Oh he was terribly sincere. At least that first week.”

Ann’s mother Mrs. Walton takes a differing view of things. Her mother got married to a British officer shortly after he returned from World War II.

You talk about modern life and things being different now. You haven’t learned anything at all. All this permissiveness has led you young girls into slavery.”

Things are definitely different for Ann in the 1970s from her mother’s World War II times. Her mother and her aunt preferred the company of women and to “leave the nasty men alone with their brutish ways and their engorged appendages”.

It was very difficult for her under the circumstances. All those years of duty and conformity gone for nothing. Of no value. Twenty years later the old standards swept away as if they had never been.”

In our time more than forty years later, Sweet William would be accused of serial sexual harassment which doesn’t sound so sweet.

It is difficult to comprehend that we are now farther distant from the 1970s than those people in the 1970s were distant from the time of World War II.

 

Grade:    B+

 

 

 

‘The Bottle Factory Outing’ by Beryl Bainbridge – “an outrageously funny and horrifying novel” – Graham Greene

‘The Bottle Factory Outing’ by Beryl Bainbridge    (1974)  –  219 pages

 

So much of literature today seems designed to placate everyone who reads it. ‘The Bottle Factory Outing’ will placate no one; it is uncompromising in its starkness and its gallows humor. It’s sheer originality is amazing; I doubt that there would be anyone else who could write a novel quite like ‘The Bottle Factory Outing’.
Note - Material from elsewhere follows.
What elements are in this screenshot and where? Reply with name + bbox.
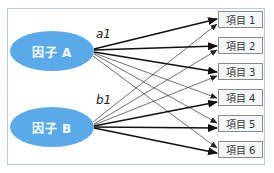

It is the story of two women, Freda and Brenda, who room together and work together in the same wine bottle factory in London. I picture the two women as both in their late twenties or early thirties. Freda is big, blonde, and aggressive while Brenda is more hapless and self-effacing, yet it is Brenda who was previously married.

They are the only women who work in the bottle factory besides an older Italian woman Maria. The factory is owned by Paganotti, an Italian entrepreneur transplanted to England, and most of the other employees are Italian men. Freda has her eyes and her heart set on fellow worker Vittorio.

It’s not so much that I want him, she thought, but I would like him to want me.”

Beryl Bainbridge

Meanwhile Brenda is beset by the unwanted fumbling attentions of the plant manager Rossi or what we would call sexual harassment today.

She couldn’t think how to discourage him – she didn’t want to lose her job and she hated giving offense. He had a funny way of pinching her all over, as if she was a mattress whose stuffing needed distributing more evenly.”

The novel centers around a Sunday outing for the workers in the bottling plant. I won’t go into any of the details of the shocking plot so that you can discover it for yourself.

‘The Bottle Factory Outing’ is a deadpan comedy like nothing you have ever read before. Somehow Beryl Bainbridge manages to keep a straight face while telling us this outrageous story.